Sep 11, 2007 1:11 pm US/Eastern
Victims Of Flight 93 Remembered In Pa.
SOMERSET, Pa. (AP) ―
A simple, solemn memorial will honor the 40 passengers and crew who died when hijacked United Airlines Flight 93 crashed into a field near an abandoned strip mine in southwestern Pennsylvania six years ago.
"As American citizens we're all looking at our heroes," said Kay Roy, whose sister Colleen Fraser, of Elizabeth, N.J., died in the crash. "These are our heroes and I'm glad that one of my family members happens to be one of these heroes."
Roy was one of about 150 people had gathered before the ceremony was to begin at 9:55 a.m. EDT, the time the airliner nose-dived into the ground on Sept. 11, 2001.
"When we get here, it's like it all comes back all over again," Roy said.
Bells will toll, and the names of the passengers and crew will be read at the site of a temporary memorial. "The ceremony will be brief, but solemn," said Kevin Newlin, an official with the National Park Service.
A separate ceremony, dedicated to the community and first-responders to the crash site, was held Monday night.
Flight 93, which was en route from Newark, N.J., to San Francisco, was the only one of the four planes hijacked that day that did not reach its intended target, believed to be in Washington, D.C. Investigators believe the hijackers crashed the plane into a field near Shanksville, about 65 miles southeast of Pittsburgh, as passengers rushed the cockpit.
Sgt. Bob Witte, a New York City traffic police officer, said he was sick in bed that morning and went to work after two planes crashed into the World Trade Center towers. He said he has visited the Pentagon, which was hit by another hijacked jet, and decided to mark the sixth anniversary of the attacks at the Flight 93 site.
"I figured, I'd been to the Pentagon and I'd come out here and take some time to reflect," Witte said.
Visitors parked in a muddy field and walked up a small path to the temporary crash memorial site, which is marked with, among other things, small, metallic, red-white-and-blue angels -- one for each of the 40 crash victims.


**Goal of the exercise**
Give back all the entries below. Omit none of them.

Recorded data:
§

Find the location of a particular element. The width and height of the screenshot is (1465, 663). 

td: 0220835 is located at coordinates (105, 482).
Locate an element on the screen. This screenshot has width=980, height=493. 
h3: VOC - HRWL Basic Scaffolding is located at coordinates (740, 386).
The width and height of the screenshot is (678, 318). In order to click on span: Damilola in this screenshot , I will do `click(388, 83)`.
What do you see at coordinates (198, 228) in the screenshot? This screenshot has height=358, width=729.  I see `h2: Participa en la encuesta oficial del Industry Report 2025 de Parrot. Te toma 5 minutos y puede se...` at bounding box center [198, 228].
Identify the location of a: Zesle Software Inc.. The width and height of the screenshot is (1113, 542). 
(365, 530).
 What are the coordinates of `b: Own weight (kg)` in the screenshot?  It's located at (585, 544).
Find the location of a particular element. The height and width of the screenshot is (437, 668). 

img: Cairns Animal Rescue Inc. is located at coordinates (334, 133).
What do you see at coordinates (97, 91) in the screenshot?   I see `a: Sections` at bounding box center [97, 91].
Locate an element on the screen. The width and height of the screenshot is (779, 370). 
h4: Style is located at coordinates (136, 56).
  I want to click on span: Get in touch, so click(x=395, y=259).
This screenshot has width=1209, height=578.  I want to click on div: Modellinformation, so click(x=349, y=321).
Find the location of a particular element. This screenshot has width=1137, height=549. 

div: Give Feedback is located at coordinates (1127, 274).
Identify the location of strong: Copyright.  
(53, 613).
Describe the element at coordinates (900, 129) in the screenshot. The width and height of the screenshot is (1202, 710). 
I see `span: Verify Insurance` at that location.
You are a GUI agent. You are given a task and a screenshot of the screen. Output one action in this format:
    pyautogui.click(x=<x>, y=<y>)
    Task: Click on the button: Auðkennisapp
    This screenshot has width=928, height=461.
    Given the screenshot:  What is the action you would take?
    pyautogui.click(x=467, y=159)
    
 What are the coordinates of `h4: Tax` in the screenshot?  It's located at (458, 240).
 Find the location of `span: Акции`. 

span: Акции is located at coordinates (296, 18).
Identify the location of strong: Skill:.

§

**Response area**
Find the location of a particular element. The width and height of the screenshot is (1465, 663). 

td: 0220835 is located at coordinates (105, 482).
Locate an element on the screen. This screenshot has width=980, height=493. 
h3: VOC - HRWL Basic Scaffolding is located at coordinates (740, 386).
The width and height of the screenshot is (678, 318). In order to click on span: Damilola in this screenshot , I will do `click(388, 83)`.
What do you see at coordinates (198, 228) in the screenshot? This screenshot has height=358, width=729.  I see `h2: Participa en la encuesta oficial del Industry Report 2025 de Parrot. Te toma 5 minutos y puede se...` at bounding box center [198, 228].
Identify the location of a: Zesle Software Inc.. The width and height of the screenshot is (1113, 542). 
(365, 530).
 What are the coordinates of `b: Own weight (kg)` in the screenshot?  It's located at (585, 544).
Find the location of a particular element. The height and width of the screenshot is (437, 668). 

img: Cairns Animal Rescue Inc. is located at coordinates (334, 133).
What do you see at coordinates (97, 91) in the screenshot?   I see `a: Sections` at bounding box center [97, 91].
Locate an element on the screen. The width and height of the screenshot is (779, 370). 
h4: Style is located at coordinates (136, 56).
  I want to click on span: Get in touch, so click(x=395, y=259).
This screenshot has width=1209, height=578.  I want to click on div: Modellinformation, so click(x=349, y=321).
Find the location of a particular element. This screenshot has width=1137, height=549. 

div: Give Feedback is located at coordinates (1127, 274).
Identify the location of strong: Copyright.  
(53, 613).
Describe the element at coordinates (900, 129) in the screenshot. The width and height of the screenshot is (1202, 710). 
I see `span: Verify Insurance` at that location.
You are a GUI agent. You are given a task and a screenshot of the screen. Output one action in this format:
    pyautogui.click(x=<x>, y=<y>)
    Task: Click on the button: Auðkennisapp
    This screenshot has width=928, height=461.
    Given the screenshot:  What is the action you would take?
    pyautogui.click(x=467, y=159)
    
 What are the coordinates of `h4: Tax` in the screenshot?  It's located at (458, 240).
 Find the location of `span: Акции`. 

span: Акции is located at coordinates (296, 18).
Identify the location of strong: Skill:.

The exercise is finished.